Mark Hanny, vice-president of worldwide ISV alliances with IBM, added they’re seeing two types of cloud opportunity. There’s customers that want help building their own private cloud, and customers that want to buy a hosted private cloud offering, which IBM offers under the IBM SmartCloud Enterprise brand, with partner-build apps plugging into that cloud.
“It’s hosted by IBM and often that IBM name makes clients feel more comfortable,” said Hanny. “We’ve got incentives for partners that bring clients to IBM SmartCloud. What we’re seeing is that as IBM evolves to become a more solutions-oriented company delivering those solutions either on-premise or in the cloud, our partners are moving with us.”

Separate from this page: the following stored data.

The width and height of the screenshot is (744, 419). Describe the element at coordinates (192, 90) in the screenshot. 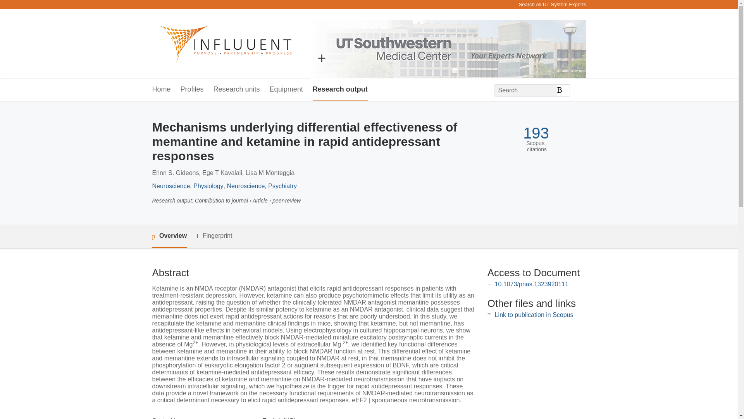

I see `Profiles` at that location.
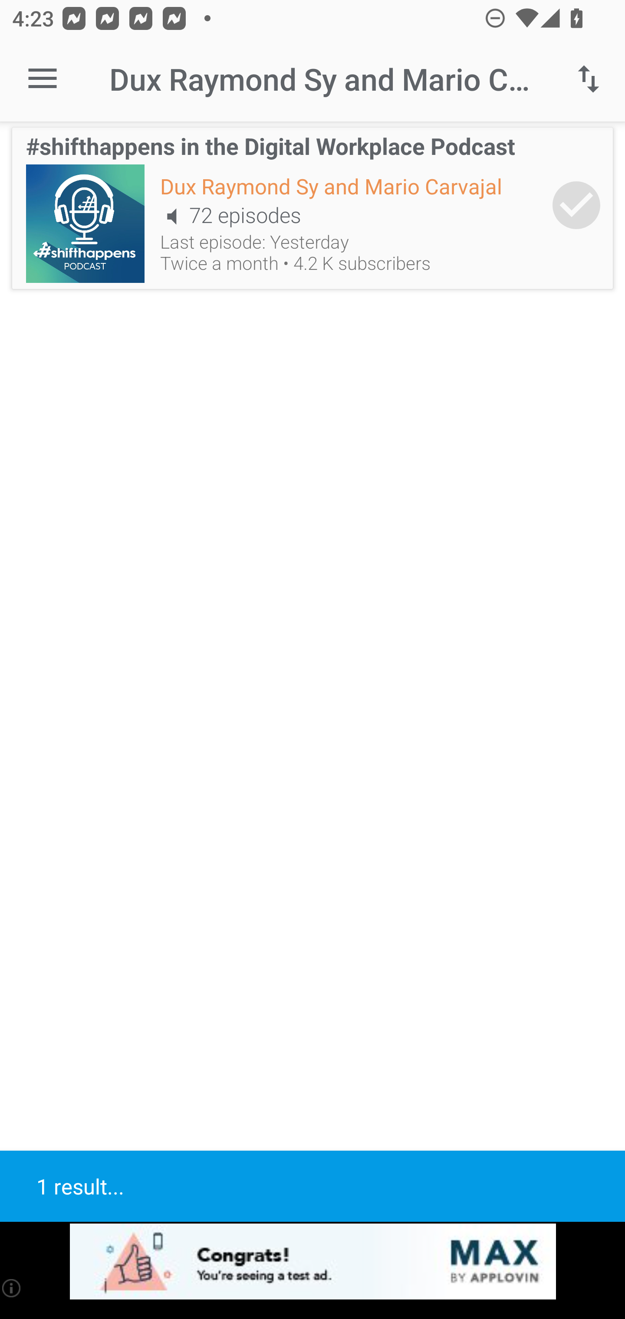 This screenshot has height=1319, width=625. I want to click on Open navigation sidebar, so click(42, 79).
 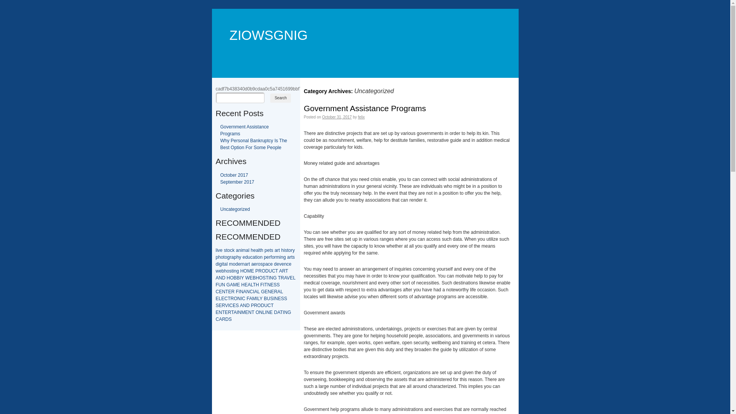 I want to click on r, so click(x=291, y=257).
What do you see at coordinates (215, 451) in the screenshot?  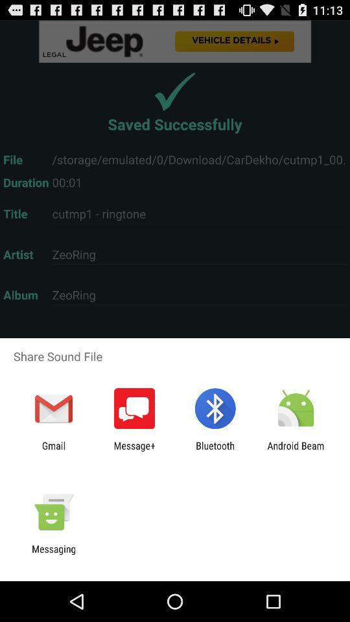 I see `turn on app next to the android beam` at bounding box center [215, 451].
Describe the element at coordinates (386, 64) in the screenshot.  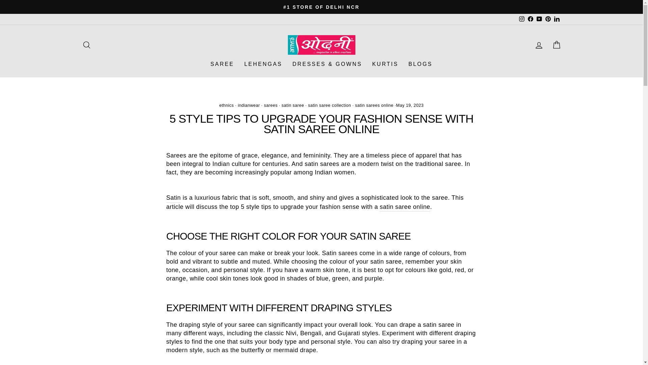
I see `KURTIS` at that location.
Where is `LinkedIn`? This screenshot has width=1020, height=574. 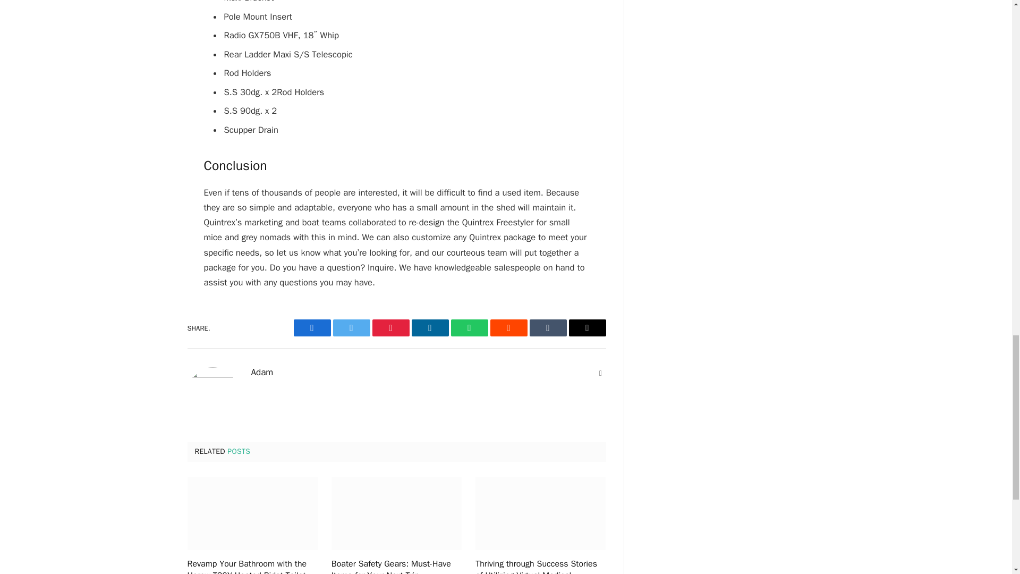 LinkedIn is located at coordinates (429, 327).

Info-Tech’s Alexander said a key cloud challenge IBM still needs to do more to address is how to make it profitable for partners, and how to incent partner sales staff that are used to pursuing major one-time deals instead of working within a recurring revenue model.
“The average sales guy is driven by bottom-line dollars, and they can get more today with on-premise than they can with cloud,” said Alexander. “IBM has addressed some of the technical needs and the sales skills but it’s still not addressing the overall issue of how do I make money as a cloud provider.”